Legal checking in hockey is defined as hitting with the shoulder or trunk a player who has the puck or who has just passed the puck. It is considered as integral to hockey as tackling is to football.
Body checking frequently has been blamed for injuries among young players. Consequently, the American Academy of Pediatrics has recommended that body checking be prohibited until players are at least 16 years old.
Willer, who played and coached hockey for many years, said introducing body checking only to teens may actually increase the incidence of more serious injuries. "Bringing body checking into the game at an age when players are big, strong, fast skaters fueled by testosterone could be disastrous from an injury standpoint."
Willer's research showed that when body checking was introduced at age 9 there was a sudden increase in injuries, most of them minor. But within a year, players had adjusted to giving and receiving body checks and injuries dropped to earlier levels.
Another spike in injuries occurred among the 13-year-olds, results showed, which the authors attribute to "increased testosterone levels and concomitant aggressiveness." Injury rates in this group also dropped to near previous levels by the time the boys were age 14.

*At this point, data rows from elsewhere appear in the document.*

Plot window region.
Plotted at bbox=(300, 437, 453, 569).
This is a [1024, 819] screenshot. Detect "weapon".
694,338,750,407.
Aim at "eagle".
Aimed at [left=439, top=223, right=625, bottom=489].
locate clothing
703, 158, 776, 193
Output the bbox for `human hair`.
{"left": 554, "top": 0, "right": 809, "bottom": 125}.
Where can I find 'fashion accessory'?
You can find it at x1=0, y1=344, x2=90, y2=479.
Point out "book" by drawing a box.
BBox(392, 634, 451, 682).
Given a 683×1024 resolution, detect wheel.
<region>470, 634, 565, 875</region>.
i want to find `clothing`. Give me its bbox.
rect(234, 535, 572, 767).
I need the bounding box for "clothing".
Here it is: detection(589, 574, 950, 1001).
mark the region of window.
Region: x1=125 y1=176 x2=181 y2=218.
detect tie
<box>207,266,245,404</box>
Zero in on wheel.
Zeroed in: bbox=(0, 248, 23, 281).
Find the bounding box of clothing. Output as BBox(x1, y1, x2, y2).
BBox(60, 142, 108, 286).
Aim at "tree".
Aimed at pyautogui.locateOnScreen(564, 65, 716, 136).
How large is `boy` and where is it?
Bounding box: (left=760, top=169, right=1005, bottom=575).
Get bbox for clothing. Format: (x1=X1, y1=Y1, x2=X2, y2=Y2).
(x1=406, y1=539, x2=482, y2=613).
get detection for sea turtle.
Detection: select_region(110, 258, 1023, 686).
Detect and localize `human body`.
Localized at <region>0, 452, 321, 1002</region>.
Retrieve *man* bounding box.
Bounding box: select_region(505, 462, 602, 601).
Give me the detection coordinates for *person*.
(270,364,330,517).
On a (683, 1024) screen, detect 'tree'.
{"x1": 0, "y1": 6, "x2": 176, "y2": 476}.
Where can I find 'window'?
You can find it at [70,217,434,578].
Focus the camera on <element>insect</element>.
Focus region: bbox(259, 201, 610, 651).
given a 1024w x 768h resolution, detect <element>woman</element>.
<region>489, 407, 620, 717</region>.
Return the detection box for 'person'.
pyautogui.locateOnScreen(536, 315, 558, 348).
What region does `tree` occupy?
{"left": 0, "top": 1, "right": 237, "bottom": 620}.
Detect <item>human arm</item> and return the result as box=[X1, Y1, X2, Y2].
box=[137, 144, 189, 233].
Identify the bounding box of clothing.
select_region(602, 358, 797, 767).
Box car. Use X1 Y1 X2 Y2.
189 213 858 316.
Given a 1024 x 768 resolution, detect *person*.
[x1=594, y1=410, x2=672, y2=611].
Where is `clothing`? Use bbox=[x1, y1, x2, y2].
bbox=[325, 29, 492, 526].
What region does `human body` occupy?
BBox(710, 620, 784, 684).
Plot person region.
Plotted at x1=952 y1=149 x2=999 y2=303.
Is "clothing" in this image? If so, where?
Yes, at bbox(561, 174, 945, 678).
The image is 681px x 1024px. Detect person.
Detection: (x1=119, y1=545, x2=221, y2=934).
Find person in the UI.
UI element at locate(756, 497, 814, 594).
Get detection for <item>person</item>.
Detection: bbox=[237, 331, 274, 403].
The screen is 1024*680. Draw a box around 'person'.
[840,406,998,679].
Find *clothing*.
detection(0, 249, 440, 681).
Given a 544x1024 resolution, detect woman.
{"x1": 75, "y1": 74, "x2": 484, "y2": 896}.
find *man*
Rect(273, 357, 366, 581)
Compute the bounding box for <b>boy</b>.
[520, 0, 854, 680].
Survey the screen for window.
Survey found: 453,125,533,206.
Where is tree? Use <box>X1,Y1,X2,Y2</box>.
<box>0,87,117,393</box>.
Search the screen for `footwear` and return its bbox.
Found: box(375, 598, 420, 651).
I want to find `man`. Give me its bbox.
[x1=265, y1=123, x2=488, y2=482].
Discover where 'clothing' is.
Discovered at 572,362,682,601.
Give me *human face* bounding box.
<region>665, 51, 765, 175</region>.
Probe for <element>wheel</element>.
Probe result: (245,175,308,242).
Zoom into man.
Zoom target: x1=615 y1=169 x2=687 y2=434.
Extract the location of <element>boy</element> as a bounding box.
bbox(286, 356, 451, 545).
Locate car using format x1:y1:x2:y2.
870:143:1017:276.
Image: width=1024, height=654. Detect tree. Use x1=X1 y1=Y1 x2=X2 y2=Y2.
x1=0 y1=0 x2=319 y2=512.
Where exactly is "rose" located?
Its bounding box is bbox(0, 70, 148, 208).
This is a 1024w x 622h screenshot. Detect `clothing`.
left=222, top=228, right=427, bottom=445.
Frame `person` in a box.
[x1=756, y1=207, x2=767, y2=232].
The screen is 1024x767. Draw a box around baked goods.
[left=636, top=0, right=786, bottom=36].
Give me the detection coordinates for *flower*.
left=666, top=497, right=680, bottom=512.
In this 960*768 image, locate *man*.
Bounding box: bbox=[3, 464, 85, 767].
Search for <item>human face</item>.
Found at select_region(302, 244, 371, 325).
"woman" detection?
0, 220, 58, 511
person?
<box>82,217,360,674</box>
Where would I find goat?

John Leddy, M.D., a sports medicine physician and coauthor on the study, said the marked increase in injuries among 13-year-olds was troubling. "We think youth hockey leagues may need greater enforcement of the rules among these adolescents as they adjust to changes in their hormone levels," he said. Leddy is a UB clinical associate professor of orthopaedics and associate director of the UB Sports Medicine Institute.